Do you really not see it as a problem that there are such gaping holes in your "theory"?
You have no idea what a flat earth looks like - in the real world the globe has long since been mapped.
You don't even know if there is one pole or two - in the real world both have been explored, there is a research base at the South Pole which you can pay to visit.
The fact is there is no flat earth map which can match observations. The one in the Wiki doesn't. Either there's one pole in which case there is no way the 24 hour sun in the Antarctic circle can be explained and you're calling every single Antarctic explorer a liar. Or there's 2 in which case your entire model of the sun's movement falls down.
The reason for this is that the premise it is based on - a flat earth - is wrong. It's weird that you never consider this. Instead you start with the premise of a flat earth because of...reasons. You then try and fit everything around that but it doesn't fit. You are trying to fit a too big carpet in a room, soon as you flatten one corner down another one pops up.
There are holes in every theory, including RET. Not that you ever remember any of those. They just get ignored and on you go.
I know it would be very convenient if there were, but there really
aren't, at least not in the same way. The things FE believers frequently bring up as holes (e.g. the atmosphere should escape Earth's gravity, the ocean shouldn't look flat if the Earth is really spinning, I can't see the curve from this skyscraper/mountaintop/plane) don't actually contradict mainstream science. For example, if you plug in the data into Newton's Law of Universal Gravitation and classical mechanics, you'll quickly see it only predicts objects on a spinning equator will be 0.3% lighter due to centrifugal force, but not flying off into space. If you measure each molecule in the upper atmosphere, you'll see none of them ever reach escape velocity and so classical mechanics doesn't predict they'll escape.
I'm not saying this automatically makes all FE hypotheses wrong and Newtonian mechanics right, just that mainstream physics are all consistent
with each other. You will be extremely hard pressed to find physicist that disagrees with any of the basic premises of modern science, or that a model globe accurately represents the Earth. Where they sometimes disagree is on new areas of study where there hasn't been a lot of experimentation yet, or on the cutting edge of science like string theory and dark matter and all that, where our tools aren't sophisticated enough to draw real data and so all hypotheses are totally theoretical and untestable.
On the other hand, FE hypotheses generally
do contradict each other fundamentally, on things that
should be easily testable, like building a simple map of a known and inhabited area which cartographers have been able to do for 9,000 years.
I largely agree with the rest of your post, but I wanted to point that out.
One model may explain seasons but can't explain the 24 hour sun in Antarctica. Another model may explain the 24 hour sun but can't explain seasons. All the models have holes in you could drive a truck through. They're trying to explain something which can't be explained because the earth isn't flat.
Seeing as you guys have trouble providing records showing that the sun behaves as if the earth were a globe, I don't see why we would need to conform to your hypothesis.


WORK INSTRUCTION –
Which lines in the data below contain the word "outline"? Return each of them.

***** ENTRIES SUPPLIED

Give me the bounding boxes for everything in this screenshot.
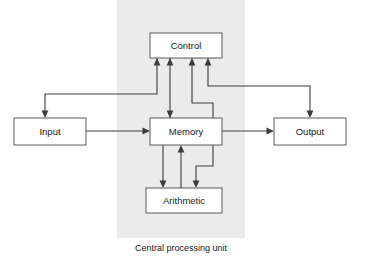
diagram-canvas: Control Memory Arithmetic Input Output C… [0, 0, 366, 266]
node-control-label: Control [171, 40, 202, 51]
cpu-region-caption: Central processing unit [135, 243, 228, 253]
arrowhead-control-to-output [307, 111, 314, 119]
node-memory-label: Memory [169, 126, 204, 137]
cpu-block-diagram: Control Memory Arithmetic Input Output C… [0, 0, 366, 266]
arrowhead-memory-to-output [267, 128, 275, 135]
node-output-label: Output [296, 126, 325, 137]
node-input-label: Input [39, 126, 60, 137]
node-arithmetic-label: Arithmetic [163, 195, 205, 206]
arrowhead-control-to-input [42, 111, 49, 119]
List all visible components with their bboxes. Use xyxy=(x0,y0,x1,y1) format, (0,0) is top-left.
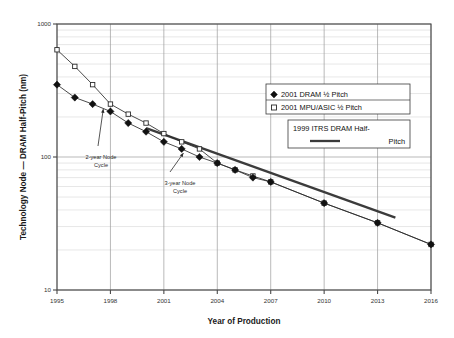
x-tick-label: 2010 xyxy=(317,297,331,304)
annotation-2-year-node-cycle-line1: 2-year Node xyxy=(86,154,117,160)
x-tick-label: 2016 xyxy=(424,297,438,304)
data-point-dram xyxy=(196,153,203,160)
data-point-dram xyxy=(125,119,132,126)
annotation-arrow-2-year xyxy=(98,109,104,146)
x-tick-label: 1998 xyxy=(104,297,118,304)
y-tick-label: 100 xyxy=(41,153,52,160)
y-tick-label: 1000 xyxy=(37,20,51,27)
y-tick-label: 10 xyxy=(44,286,51,293)
legend-label-itrs-line2: Pitch xyxy=(389,137,405,146)
data-point-mpu-asic xyxy=(162,131,166,135)
data-point-mpu-asic xyxy=(144,121,148,125)
annotation-2-year-node-cycle-line2: Cycle xyxy=(94,162,108,168)
legend-label-itrs-line1: 1999 ITRS DRAM Half- xyxy=(293,124,370,133)
annotation-arrow-3-year xyxy=(170,153,183,172)
legend-label-dram: 2001 DRAM ½ Pitch xyxy=(281,90,348,99)
data-point-mpu-asic xyxy=(179,140,183,144)
x-axis-tick-labels: 19951998200120042007201020132016 xyxy=(50,290,438,304)
annotation-3-year-node-cycle-line1: 3-year Node xyxy=(165,180,196,186)
semiconductor-roadmap-chart: 1000100101995199820012004200720102013201… xyxy=(0,0,454,338)
data-point-dram xyxy=(71,94,78,101)
y-axis-title: Technology Node — DRAM Half-Pitch (nm) xyxy=(19,74,28,240)
data-point-dram xyxy=(89,100,96,107)
data-point-dram xyxy=(53,81,60,88)
data-point-mpu-asic xyxy=(90,82,94,86)
x-tick-label: 2004 xyxy=(210,297,224,304)
annotation-3-year-node-cycle-line2: Cycle xyxy=(173,188,187,194)
x-tick-label: 2007 xyxy=(264,297,278,304)
y-axis-tick-labels: 100010010 xyxy=(37,20,57,293)
data-point-dram xyxy=(178,145,185,152)
data-point-mpu-asic xyxy=(73,64,77,68)
data-point-mpu-asic xyxy=(126,112,130,116)
x-axis-title: Year of Production xyxy=(208,317,281,326)
data-point-dram xyxy=(160,138,167,145)
x-tick-label: 2013 xyxy=(371,297,385,304)
x-tick-label: 1995 xyxy=(50,297,64,304)
legend-marker-mpu-asic-square xyxy=(272,105,277,110)
data-point-mpu-asic xyxy=(108,102,112,106)
chart-container: 1000100101995199820012004200720102013201… xyxy=(0,0,454,338)
data-point-dram xyxy=(107,108,114,115)
x-tick-label: 2001 xyxy=(157,297,171,304)
legend-label-mpu-asic: 2001 MPU/ASIC ½ Pitch xyxy=(281,103,362,112)
data-point-mpu-asic xyxy=(197,147,201,151)
data-point-mpu-asic xyxy=(55,48,59,52)
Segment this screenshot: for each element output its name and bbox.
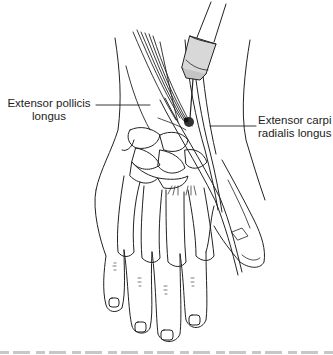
metacarpal-bones — [117, 176, 214, 267]
tendon-fibers — [168, 186, 196, 195]
label-extensor-carpi-radialis-longus: Extensor carpi radialis longus — [258, 114, 333, 140]
label-line: Extensor pollicis — [3, 97, 95, 110]
cut-off-caption — [0, 348, 333, 355]
label-extensor-pollicis-longus: Extensor pollicis longus — [3, 97, 95, 123]
label-line: radialis longus — [258, 127, 333, 140]
syringe-icon — [182, 2, 226, 118]
extensor-tendons-bundle — [126, 30, 192, 130]
carpal-bones — [122, 118, 207, 189]
hand-anatomy-illustration — [0, 0, 333, 355]
hand-outline — [95, 190, 214, 342]
label-line: Extensor carpi — [258, 114, 333, 127]
label-line: longus — [3, 110, 95, 123]
forearm-outline — [96, 38, 265, 200]
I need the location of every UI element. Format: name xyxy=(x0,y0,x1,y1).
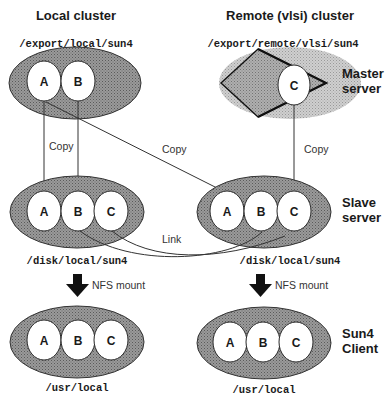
master-server-label-1: Master xyxy=(342,66,384,81)
node-b: B xyxy=(257,205,266,219)
local-slave-server: A B C xyxy=(10,176,144,248)
master-server-label-2: server xyxy=(342,81,381,96)
node-a: A xyxy=(226,336,235,350)
remote-master-server: C xyxy=(219,47,361,119)
slave-server-label-2: server xyxy=(342,210,381,225)
client-label-2: Client xyxy=(342,341,379,356)
node-b: B xyxy=(259,336,268,350)
remote-slave-server: A B C xyxy=(197,176,331,248)
nfs-label-local: NFS mount xyxy=(92,279,145,291)
copy-label-remote: Copy xyxy=(304,143,329,155)
node-c: C xyxy=(107,205,116,219)
nfs-arrow-remote xyxy=(249,274,272,297)
node-c: C xyxy=(290,205,299,219)
local-slave-path: /disk/local/sun4 xyxy=(27,255,128,267)
local-client-path: /usr/local xyxy=(45,382,108,394)
distribution-diagram: Local cluster Remote (vlsi) cluster /exp… xyxy=(0,0,389,403)
client-label-1: Sun4 xyxy=(342,326,375,341)
node-b: B xyxy=(74,334,83,348)
node-a: A xyxy=(40,334,49,348)
remote-cluster-title: Remote (vlsi) cluster xyxy=(226,8,354,23)
remote-client-path: /usr/local xyxy=(232,384,295,396)
copy-label-local: Copy xyxy=(49,140,74,152)
remote-client: A B C xyxy=(197,307,331,379)
local-cluster-title: Local cluster xyxy=(36,8,116,23)
node-b: B xyxy=(74,75,83,89)
node-a: A xyxy=(223,205,232,219)
node-c: C xyxy=(292,336,301,350)
node-c: C xyxy=(107,334,116,348)
copy-label-cross: Copy xyxy=(162,143,187,155)
local-client: A B C xyxy=(10,306,144,378)
node-a: A xyxy=(40,205,49,219)
node-b: B xyxy=(74,205,83,219)
slave-server-label-1: Slave xyxy=(342,195,376,210)
node-c: C xyxy=(290,79,299,93)
nfs-label-remote: NFS mount xyxy=(275,279,328,291)
node-a: A xyxy=(40,75,49,89)
nfs-arrow-local xyxy=(66,274,89,297)
local-master-server: A B xyxy=(9,47,141,119)
remote-slave-path: /disk/local/sun4 xyxy=(240,255,341,267)
link-label: Link xyxy=(162,233,182,245)
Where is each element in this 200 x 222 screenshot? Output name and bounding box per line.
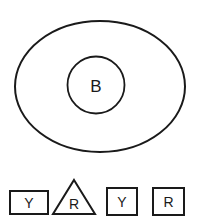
- square-label: R: [163, 194, 173, 210]
- figure-root: B Y R Y R: [0, 0, 200, 222]
- shape-triangle-r: R: [53, 180, 95, 214]
- shape-square-r: R: [153, 188, 184, 215]
- outer-ellipse-group: B: [15, 21, 185, 152]
- rectangle-label: Y: [24, 195, 34, 211]
- square-label: Y: [117, 194, 127, 210]
- diagram-canvas: B Y R Y R: [0, 0, 200, 222]
- bottom-shape-row: Y R Y R: [10, 180, 184, 215]
- triangle-label: R: [69, 196, 79, 212]
- shape-rectangle-y: Y: [10, 191, 48, 214]
- shape-square-y: Y: [107, 188, 137, 215]
- inner-circle-label: B: [90, 77, 101, 96]
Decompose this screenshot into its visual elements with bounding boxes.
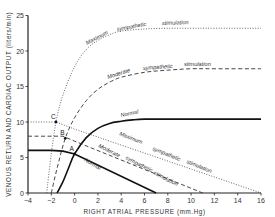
- curve-labels: MaximumsympatheticstimulationModeratesym…: [84, 19, 213, 187]
- y-tick-label: 20: [16, 48, 24, 55]
- chart: −4−202468101214160510152025RIGHT ATRIAL …: [0, 0, 275, 217]
- x-tick-label: 0: [73, 197, 77, 204]
- x-tick-label: 6: [143, 197, 147, 204]
- cardiac-output-curve-solid: [57, 119, 261, 193]
- point-c: [55, 121, 58, 124]
- y-tick-label: 15: [16, 83, 24, 90]
- x-tick-label: 16: [257, 197, 265, 204]
- label-vr-maximum: Maximum: [119, 130, 144, 145]
- x-tick-label: −4: [24, 197, 32, 204]
- point-label-c: C: [51, 113, 56, 120]
- point-a: [73, 153, 76, 156]
- y-axis-label: VENOUS RETURN AND CARDIAC OUTPUT (liters…: [5, 12, 13, 197]
- label-co-normal: Normal: [120, 108, 140, 118]
- label-vr-moderate: Moderate: [98, 143, 122, 159]
- point-label-b: B: [60, 129, 64, 136]
- venous-return-curve-solid: [28, 150, 156, 193]
- x-tick-label: 10: [187, 197, 195, 204]
- x-axis-label: RIGHT ATRIAL PRESSURE (mm.Hg): [83, 208, 205, 216]
- chart-svg: −4−202468101214160510152025RIGHT ATRIAL …: [0, 0, 275, 217]
- x-tick-label: 8: [166, 197, 170, 204]
- point-b: [64, 137, 67, 140]
- label-co-maximum: stimulation: [162, 19, 189, 26]
- y-tick-label: 5: [20, 154, 24, 161]
- x-tick-label: 14: [234, 197, 242, 204]
- label-co-moderate: stimulation: [184, 61, 211, 67]
- x-tick-label: 4: [119, 197, 123, 204]
- y-tick-label: 25: [16, 12, 24, 19]
- label-vr-maximum: sympathetic: [152, 145, 182, 162]
- y-tick-label: 10: [16, 119, 24, 126]
- label-vr-normal: Normal: [84, 157, 103, 172]
- x-tick-label: −2: [47, 197, 55, 204]
- label-co-maximum: sympathetic: [116, 21, 147, 32]
- label-vr-moderate: sympathetic: [125, 155, 154, 174]
- equilibrium-points: ABC: [51, 113, 76, 155]
- x-tick-label: 12: [211, 197, 219, 204]
- point-label-a: A: [70, 145, 75, 152]
- x-tick-label: 2: [96, 197, 100, 204]
- y-tick-label: 0: [20, 190, 24, 197]
- label-vr-moderate: stimulation: [153, 170, 180, 187]
- label-co-maximum: Maximum: [85, 29, 110, 46]
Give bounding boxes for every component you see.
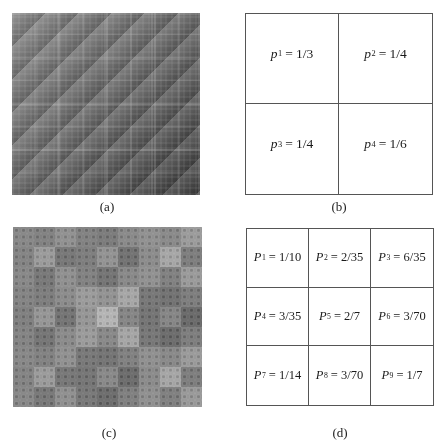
cascade-subcell	[34, 327, 55, 347]
cascade-subcell	[76, 267, 97, 287]
cascade-subcell	[181, 367, 202, 387]
subscript: 5	[327, 312, 331, 321]
subscript: 4	[372, 140, 376, 149]
cascade-subcell	[76, 367, 97, 387]
cascade-subcell	[76, 287, 97, 307]
caption-a: (a)	[92, 199, 122, 215]
caption-d: (d)	[325, 425, 355, 441]
subscript: 3	[386, 253, 390, 262]
equals: =	[379, 46, 387, 62]
quadrant	[12, 104, 106, 195]
grid-cell: P7=1/14	[247, 346, 309, 405]
cascade-subcell	[118, 387, 139, 407]
p-symbol: p	[271, 46, 278, 62]
quadrant	[106, 13, 200, 104]
cascade-image-3x3	[13, 227, 202, 407]
cascade-subcell	[97, 367, 118, 387]
subscript: 7	[262, 371, 266, 380]
cascade-subcell	[76, 307, 97, 327]
cascade-subcell	[181, 347, 202, 367]
probability-value: 1/14	[279, 368, 301, 383]
equals: =	[269, 250, 276, 265]
cascade-subcell	[118, 227, 139, 247]
cascade-subcell	[139, 347, 160, 367]
cascade-subcell	[34, 287, 55, 307]
cascade-subcell	[160, 227, 181, 247]
cascade-subcell	[13, 247, 34, 267]
cascade-subcell	[118, 247, 139, 267]
cascade-subcell	[55, 327, 76, 347]
probability-grid-2x2: p1=1/3 p2=1/4 p3=1/4 p4=1/6	[245, 13, 433, 195]
cascade-subcell	[13, 347, 34, 367]
equals: =	[331, 250, 338, 265]
cascade-subcell	[13, 287, 34, 307]
equals: =	[334, 309, 341, 324]
equals: =	[285, 136, 293, 152]
p-symbol: P	[254, 368, 262, 383]
probability-grid-3x3: P1=1/10 P2=2/35 P3=6/35 P4=3/35 P5=2/7 P…	[246, 228, 434, 406]
cascade-subcell	[160, 347, 181, 367]
equals: =	[393, 309, 400, 324]
quadrant	[106, 104, 200, 195]
cascade-subcell	[34, 307, 55, 327]
grid-cell: p1=1/3	[246, 14, 339, 104]
probability-value: 1/10	[279, 250, 301, 265]
cascade-subcell	[160, 387, 181, 407]
quadrant	[12, 13, 106, 104]
cascade-subcell	[55, 367, 76, 387]
grid-cell: P5=2/7	[309, 288, 371, 347]
cascade-subcell	[55, 287, 76, 307]
cascade-subcell	[97, 327, 118, 347]
cascade-subcell	[76, 227, 97, 247]
equals: =	[331, 368, 338, 383]
cascade-subcell	[13, 267, 34, 287]
cascade-image-2x2	[12, 13, 200, 195]
grid-cell: P1=1/10	[247, 229, 309, 288]
p-symbol: P	[254, 250, 262, 265]
subscript: 2	[372, 49, 376, 58]
p-symbol: P	[381, 368, 389, 383]
probability-value: 3/70	[403, 309, 425, 324]
cascade-subcell	[118, 287, 139, 307]
cascade-subcell	[13, 367, 34, 387]
cascade-subcell	[139, 267, 160, 287]
cascade-subcell	[76, 387, 97, 407]
cascade-subcell	[13, 307, 34, 327]
grid-cell: P4=3/35	[247, 288, 309, 347]
cascade-subcell	[13, 327, 34, 347]
cascade-subcell	[97, 387, 118, 407]
cascade-subcell	[160, 247, 181, 267]
cascade-subcell	[118, 307, 139, 327]
subscript: 9	[390, 371, 394, 380]
cascade-subcell	[160, 267, 181, 287]
grid-cell: p2=1/4	[339, 14, 432, 104]
cascade-subcell	[55, 347, 76, 367]
cascade-subcell	[181, 387, 202, 407]
cascade-subcell	[160, 287, 181, 307]
probability-value: 3/35	[279, 309, 301, 324]
cascade-subcell	[160, 367, 181, 387]
grid-cell: P6=3/70	[371, 288, 433, 347]
cascade-subcell	[118, 347, 139, 367]
subscript: 1	[278, 49, 282, 58]
equals: =	[285, 46, 293, 62]
p-symbol: P	[319, 309, 327, 324]
subscript: 6	[386, 312, 390, 321]
cascade-subcell	[139, 227, 160, 247]
cascade-subcell	[13, 387, 34, 407]
grid-cell: P3=6/35	[371, 229, 433, 288]
cascade-subcell	[34, 267, 55, 287]
cascade-subcell	[55, 267, 76, 287]
subscript: 8	[324, 371, 328, 380]
cascade-subcell	[139, 247, 160, 267]
p-symbol: p	[271, 136, 278, 152]
cascade-subcell	[55, 387, 76, 407]
probability-value: 1/7	[407, 368, 423, 383]
cascade-subcell	[181, 247, 202, 267]
cascade-subcell	[34, 247, 55, 267]
caption-c: (c)	[94, 425, 124, 441]
subscript: 1	[262, 253, 266, 262]
p-symbol: P	[316, 368, 324, 383]
cascade-subcell	[97, 307, 118, 327]
cascade-subcell	[181, 287, 202, 307]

**********

SOLUTION FOR THIS PROBLEM –
hand-outline — [95, 190, 214, 342]
forearm-outline — [96, 38, 265, 200]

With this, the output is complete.